Well my esteem for these guys had been hanging around the zero point all day anyway but at this point it dipped really low, far, very far into the negative range.
The counselor got them enrolled in Minnesota’s welfare system, enabling (how appropriate is THAT word in this case, eh?) them to have a few days in the state’s welfare hotel with meals. The idea was to get them off of the streets. . and maybe jail. . and time to link up with sources of employment. It gave them breathing space.
She was kind enough to get me a room at the welfare hotel too so that I’d have place to hang out until my bus left at 3:00 in the morning. And since I was on the welfare rolls for those few hours, I also got a free meal that evening, thanks to all you kind taxpayers.
That evening I walked around the hotel a bit and ran into Jorge and Enrique chatting with other Hispanics in a recreation room. They were still asking where Minnesota was. Cripes!
So I got to spend some time in the world of illegal immigration. George Bush and Teddy Kennedy, folks who should know better but insist that we legalize 12 or 15 or 20 million of these types. What are they thinking?

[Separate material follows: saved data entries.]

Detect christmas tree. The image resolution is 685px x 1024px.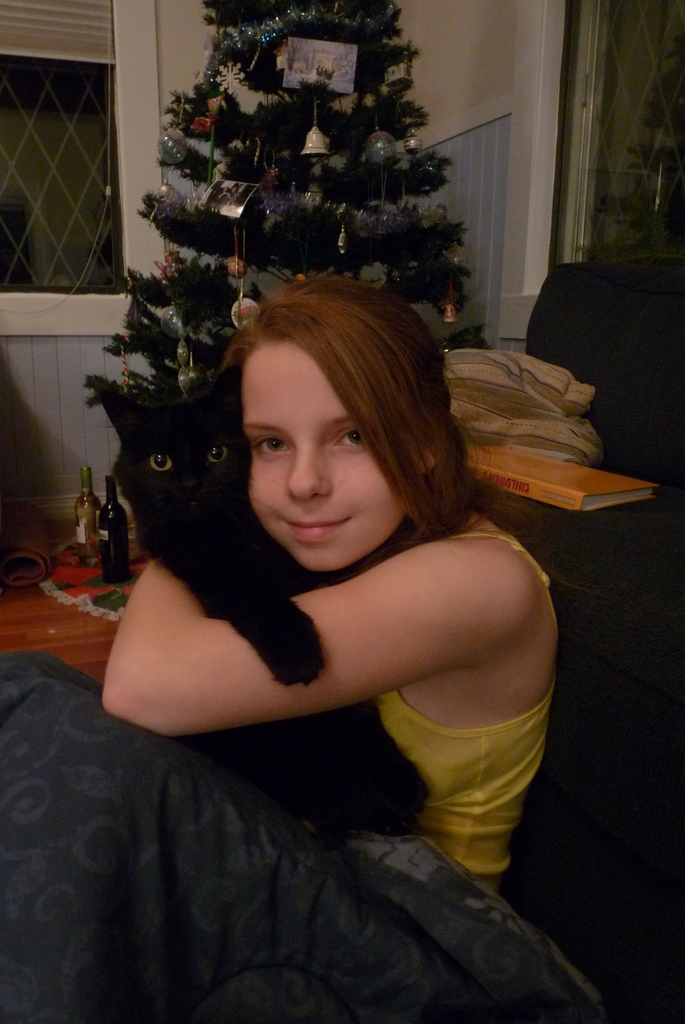
[x1=79, y1=0, x2=482, y2=403].
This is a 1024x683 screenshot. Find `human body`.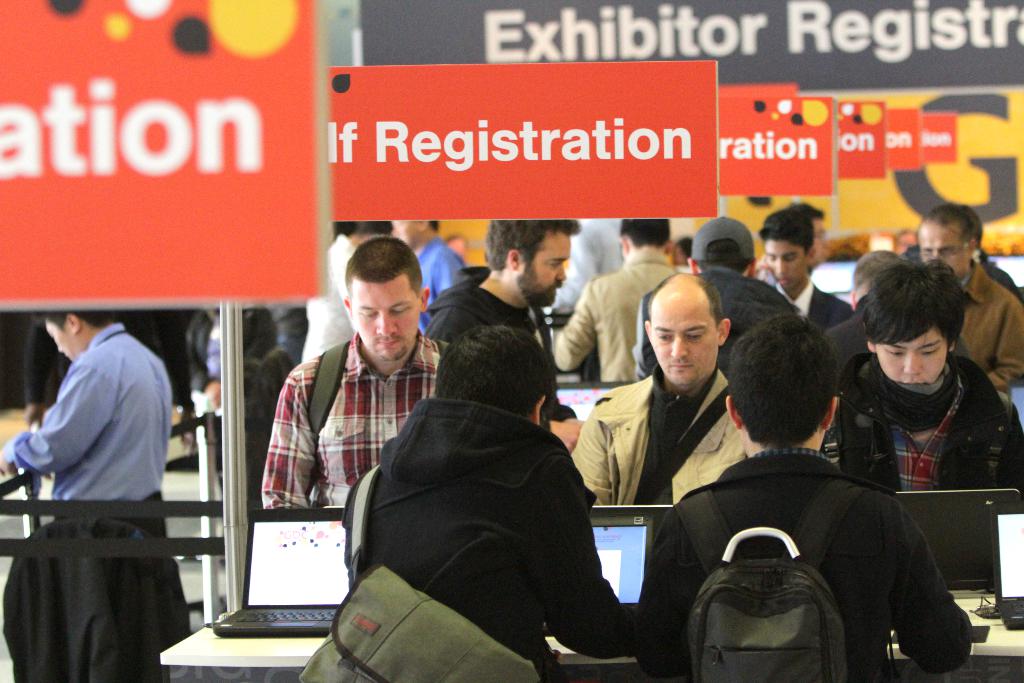
Bounding box: bbox(639, 440, 970, 682).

This is a population unlike our own, one that cannot plan their lives beyond getting the beans for the next meal, one that has no sense of propriety or legality or truthfulness, and apparently one of very limited intellect.
Airport Security
When I went to Clark to check in for my flight last weekend I first had to go through a security check near the entrance. Then at the check-in counter of my airline the clerk said I couldn’t take gels and liquids on board. I just had a small bag that weighed about two kilograms but checked it in just to avoid having my lotions confiscated. Then I paid the airport terminal fee and went to the gate area for the second inspection. As my little shoulder bag went through the x-ray machine the guy who’s scanning alerts somebody. That guy then takes it and asks if I have medicine. I say “Yeah, I think I have some pain killers.” He roots around in the bag and comes up with my nail clipper and with a smile of triumph says I can’t take any sharp objects on board, that I’ll have to leave the nail clipper unless I agree to have him break off the little nail file. I say “Sure, break it off”. He does so and totally ignores the folding scissors that are hanging by a beaded chain from the nail clipper.

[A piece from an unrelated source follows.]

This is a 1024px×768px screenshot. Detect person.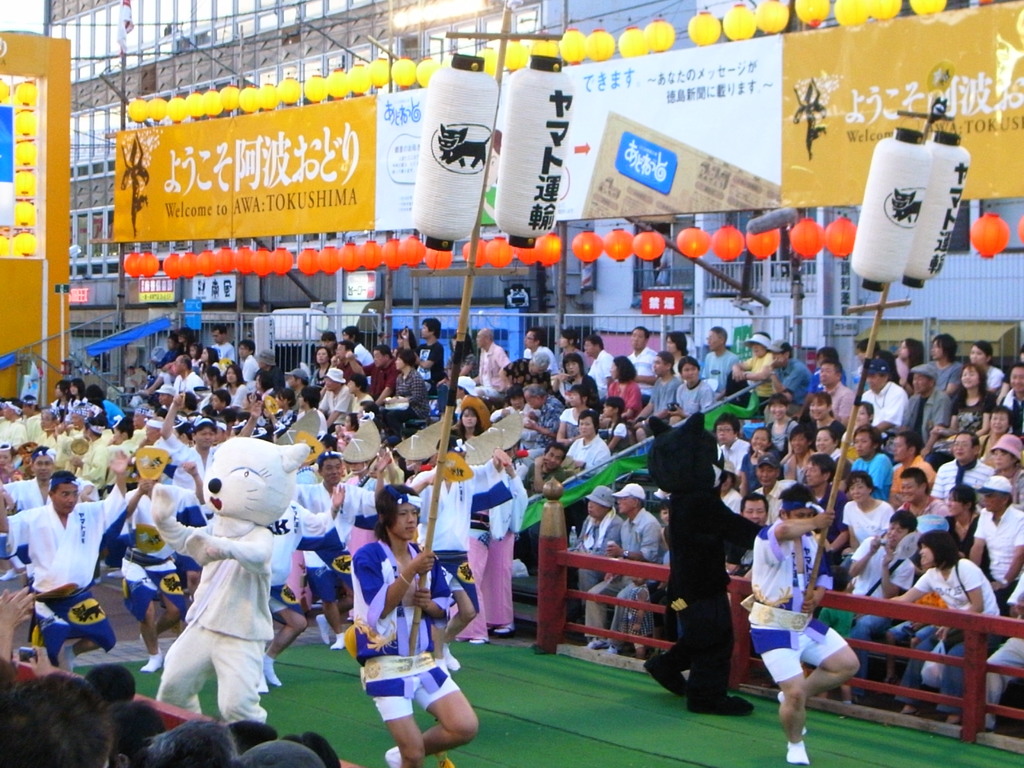
349, 476, 482, 767.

In the same pocket he found that nail clipper I also had my house key with two attached folding knives, one of which is a cheapie but the other is a real weapon of minor destruction, that will cut an artery in a flash. He ignored it, although it not only is prohibited on aircraft it’s probably illegal to carry on the streets. Uftah!

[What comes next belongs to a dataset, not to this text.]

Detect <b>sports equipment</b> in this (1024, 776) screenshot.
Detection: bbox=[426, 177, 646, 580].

Then he spots my extra batteries for the digital camera, says I can’t have that. Says nothing however about the batteries inside my camera. Says I can’t have my umbrella either. Cripe! He allows me to go back to the check in counter and put the umbrella, alcohol hand wash, and the batteries inside my checked bag. The baggage folks didn’t seem to mind going back and find it for me so it must be a common event for them. I didn’t want to risk losing my nice knife however by allowing the baggage people to see me put it in the bag so I kept it.
Then I went right back through security one more time. . . with the knives and was not challenged.
Hmmmmph! So much for airport security.